Abstract
Via a critical reading of Saba Mahmood’s Politics of Piety, this essay argues the traditions of “history from below”, subaltern studies, and postcolonial feminist studies have issued in a series of conceptual difficulties around the idea of emancipation. Mahmood rightly criticizes the tendency of these traditions to conflate agency and resistance. Her own effort to decouple agency and desire from emancipatory politics, however, undercuts theory’s capacity to diagnose domination and ties theory too closely to the self-understandings of its subjects. Distinguishing appropriately between agency and freedom and between desire and interests can revivify the idea of emancipation. A universal interest in freedom from domination can be defended on this basis without discounting the self-understandings and actual desires of people. This argument points the way to a division of labour between emancipatory political theory, which analyses public institutions in the name of the universal interest in freedom, and emancipatory politics, which begins from people’s actual desires in order to build support for institutional change.
Notes
1 I will use “emancipation” and “liberation” interchangeably throughout to refer to the project of eliminating systematic domination or oppression; freedom is its goal.
2 Recent attempts to reassert freedom as the goal of the Left have drawn inspiration from the neo-republican political theory of Philip Pettit and Quentin Skinner, among others (Lovett and Pettit Citation2009; Pettit Citation1997; Skinner Citation1998). Scholars have traced the historical continuity between republican opposition to domination and the rise of the nineteenth-century Left (Claeys Citation1989; Gourevitch Citation2015; Leopold Citation2007; Roberts Citation2017). Simultaneously, the contemporary political concerns of the Left are being rearticulated in terms of freedom from domination (Einspahr Citation2010; Gourevitch Citation2016; Halldenius Citation2010; Shapiro Citation2016; Watkins Citation2015).

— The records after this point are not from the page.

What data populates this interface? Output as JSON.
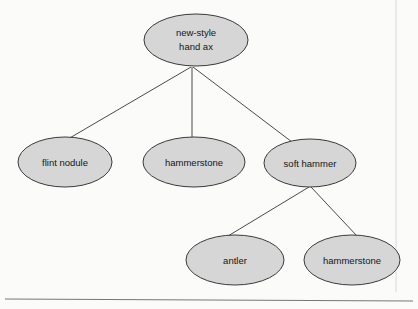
{
  "diagram": {
    "type": "tree",
    "title": "",
    "nodes": [
      {
        "id": "root",
        "label": "new-style hand ax",
        "lines": [
          "new-style",
          "hand ax"
        ],
        "cx": 196,
        "cy": 40,
        "rx": 52,
        "ry": 26,
        "level": 0
      },
      {
        "id": "flint",
        "label": "flint nodule",
        "lines": [
          "flint nodule"
        ],
        "cx": 65,
        "cy": 162,
        "rx": 47,
        "ry": 25,
        "level": 1
      },
      {
        "id": "hammer1",
        "label": "hammerstone",
        "lines": [
          "hammerstone"
        ],
        "cx": 194,
        "cy": 162,
        "rx": 51,
        "ry": 25,
        "level": 1
      },
      {
        "id": "softhammer",
        "label": "soft hammer",
        "lines": [
          "soft hammer"
        ],
        "cx": 310,
        "cy": 163,
        "rx": 46,
        "ry": 24,
        "level": 1
      },
      {
        "id": "antler",
        "label": "antler",
        "lines": [
          "antler"
        ],
        "cx": 235,
        "cy": 260,
        "rx": 49,
        "ry": 25,
        "level": 2
      },
      {
        "id": "hammer2",
        "label": "hammerstone",
        "lines": [
          "hammerstone"
        ],
        "cx": 352,
        "cy": 260,
        "rx": 48,
        "ry": 25,
        "level": 2
      }
    ],
    "edges": [
      {
        "from": "root",
        "to": "flint",
        "x1": 191,
        "y1": 67,
        "x2": 68,
        "y2": 139
      },
      {
        "from": "root",
        "to": "hammer1",
        "x1": 192,
        "y1": 67,
        "x2": 192,
        "y2": 138
      },
      {
        "from": "root",
        "to": "softhammer",
        "x1": 193,
        "y1": 67,
        "x2": 292,
        "y2": 142
      },
      {
        "from": "softhammer",
        "to": "antler",
        "x1": 309,
        "y1": 187,
        "x2": 228,
        "y2": 236
      },
      {
        "from": "softhammer",
        "to": "hammer2",
        "x1": 311,
        "y1": 187,
        "x2": 357,
        "y2": 236
      }
    ],
    "rules": [
      {
        "name": "bottom-rule",
        "x1": 5,
        "y1": 299,
        "x2": 413,
        "y2": 301
      },
      {
        "name": "right-edge-rule",
        "x1": 396,
        "y1": 0,
        "x2": 396,
        "y2": 292
      }
    ],
    "colors": {
      "node_fill": "#d6d6d6",
      "node_stroke": "#3a3a3a",
      "edge_stroke": "#4a4a4a",
      "label_text": "#151515",
      "background": "#fbfbfa",
      "rule": "#777777"
    }
  }
}
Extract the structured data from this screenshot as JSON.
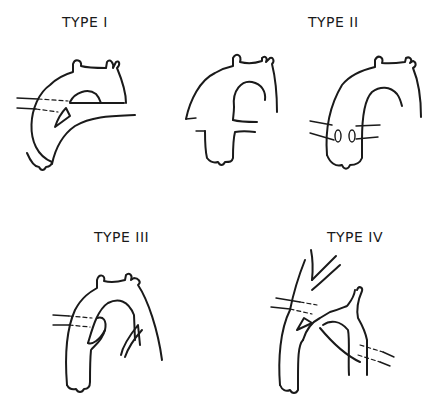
{
  "diagram": {
    "panels": [
      {
        "id": "type-1",
        "label": "TYPE I"
      },
      {
        "id": "type-2",
        "label": "TYPE II"
      },
      {
        "id": "type-3",
        "label": "TYPE III"
      },
      {
        "id": "type-4",
        "label": "TYPE IV"
      }
    ],
    "colors": {
      "ink": "#1a1a1a",
      "background": "#ffffff"
    }
  }
}
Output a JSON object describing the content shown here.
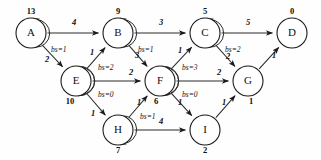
{
  "figure": {
    "type": "directed-weighted-graph",
    "background_color": "#ffffff",
    "stroke_color": "#2b2b2b",
    "width": 321,
    "height": 160
  },
  "chart_data": {
    "type": "diagram",
    "title": "",
    "nodes": [
      {
        "id": "A",
        "label": "A",
        "value": "13",
        "x": 31,
        "y": 33,
        "r": 15,
        "value_dx": 0,
        "value_dy": -21
      },
      {
        "id": "B",
        "label": "B",
        "value": "9",
        "x": 118,
        "y": 33,
        "r": 15,
        "value_dx": 0,
        "value_dy": -21
      },
      {
        "id": "C",
        "label": "C",
        "value": "5",
        "x": 205,
        "y": 33,
        "r": 15,
        "value_dx": 0,
        "value_dy": -21
      },
      {
        "id": "D",
        "label": "D",
        "value": "0",
        "x": 292,
        "y": 33,
        "r": 15,
        "value_dx": 0,
        "value_dy": -21
      },
      {
        "id": "E",
        "label": "E",
        "value": "10",
        "x": 76,
        "y": 81,
        "r": 15,
        "value_dx": -6,
        "value_dy": 21
      },
      {
        "id": "F",
        "label": "F",
        "value": "6",
        "x": 160,
        "y": 81,
        "r": 15,
        "value_dx": -4,
        "value_dy": 21
      },
      {
        "id": "G",
        "label": "G",
        "value": "1",
        "x": 248,
        "y": 81,
        "r": 15,
        "value_dx": 3,
        "value_dy": 21
      },
      {
        "id": "H",
        "label": "H",
        "value": "7",
        "x": 118,
        "y": 130,
        "r": 15,
        "value_dx": 0,
        "value_dy": 21
      },
      {
        "id": "I",
        "label": "I",
        "value": "2",
        "x": 205,
        "y": 130,
        "r": 15,
        "value_dx": 0,
        "value_dy": 21
      }
    ],
    "edges": [
      {
        "from": "A",
        "to": "B",
        "weight": "4",
        "lx": 74,
        "ly": 23
      },
      {
        "from": "A",
        "to": "E",
        "weight": "2",
        "lx": 47,
        "ly": 60
      },
      {
        "from": "E",
        "to": "B",
        "weight": "1",
        "lx": 92,
        "ly": 53
      },
      {
        "from": "E",
        "to": "F",
        "weight": "2",
        "lx": 131,
        "ly": 73
      },
      {
        "from": "E",
        "to": "H",
        "weight": "1",
        "lx": 93,
        "ly": 114
      },
      {
        "from": "B",
        "to": "C",
        "weight": "3",
        "lx": 161,
        "ly": 23
      },
      {
        "from": "B",
        "to": "F",
        "weight": "3",
        "lx": 137,
        "ly": 56
      },
      {
        "from": "F",
        "to": "C",
        "weight": "1",
        "lx": 180,
        "ly": 51
      },
      {
        "from": "F",
        "to": "G",
        "weight": "2",
        "lx": 219,
        "ly": 73
      },
      {
        "from": "F",
        "to": "I",
        "weight": "1",
        "lx": 180,
        "ly": 103
      },
      {
        "from": "H",
        "to": "F",
        "weight": "1",
        "lx": 139,
        "ly": 103
      },
      {
        "from": "H",
        "to": "I",
        "weight": "4",
        "lx": 161,
        "ly": 122
      },
      {
        "from": "I",
        "to": "G",
        "weight": "1",
        "lx": 224,
        "ly": 103
      },
      {
        "from": "C",
        "to": "D",
        "weight": "5",
        "lx": 248,
        "ly": 23
      },
      {
        "from": "C",
        "to": "G",
        "weight": "2",
        "lx": 228,
        "ly": 57
      },
      {
        "from": "G",
        "to": "D",
        "weight": "1",
        "lx": 274,
        "ly": 56
      }
    ],
    "self_loops": [
      {
        "node": "A",
        "label": "bs=1",
        "lx": 51,
        "ly": 50,
        "side": "bottom-right"
      },
      {
        "node": "B",
        "label": "bs=1",
        "lx": 138,
        "ly": 50,
        "side": "bottom-right"
      },
      {
        "node": "C",
        "label": "bs=2",
        "lx": 225,
        "ly": 50,
        "side": "bottom-right"
      },
      {
        "node": "E",
        "label": "bs=2",
        "lx": 98,
        "ly": 68,
        "side": "top-right"
      },
      {
        "node": "E",
        "label": "bs=0",
        "lx": 98,
        "ly": 95,
        "side": "bottom-right"
      },
      {
        "node": "F",
        "label": "bs=3",
        "lx": 182,
        "ly": 68,
        "side": "top-right"
      },
      {
        "node": "F",
        "label": "bs=0",
        "lx": 182,
        "ly": 95,
        "side": "bottom-right"
      },
      {
        "node": "H",
        "label": "bs=1",
        "lx": 140,
        "ly": 117,
        "side": "top-right"
      }
    ],
    "notes": {
      "node_value_meaning": "bold number adjacent to each node",
      "edge_weight_style": "italic bold numerals on each directed edge",
      "loop_label_style": "italic bs=N annotation beside each self-loop arc"
    }
  }
}
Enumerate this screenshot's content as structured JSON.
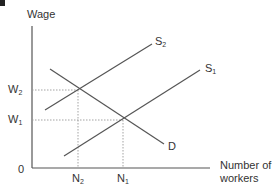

3 There are major disagreements between (a) empiricists like Thompson, for whom one must only attend carefully to the right sources, (b) structuralists like Guha, for whom only a rigorous protocol of reading the absences in the official records will do and (c) poststructuralists like Spivak, for whom the subaltern's voice is eternally deferred in any system of signs. These become meaningful differences, however, only after the choice is made to pursue popular or subaltern cultures of resistance.
4 Having a reason to want something is not the same as wanting it, and does not preclude having other reasons for not wanting the same thing. Thus, having an interest in being free from domination may conflict with and be outweighed by other interests. We will explore some of these intricacies further on.
5 Chatterjee’s critique of Chibber’s interpretation is worth considering, though (Warren Citation2017, chap. 1).
6 Something Chatterjee affirms (Warren Citation2017, 43).
7 Foucault himself, when questioned, averred that liberation from domination is “the political or historical condition for a practice of freedom”, what he called ethics or the care of the self (Citation1997, 283).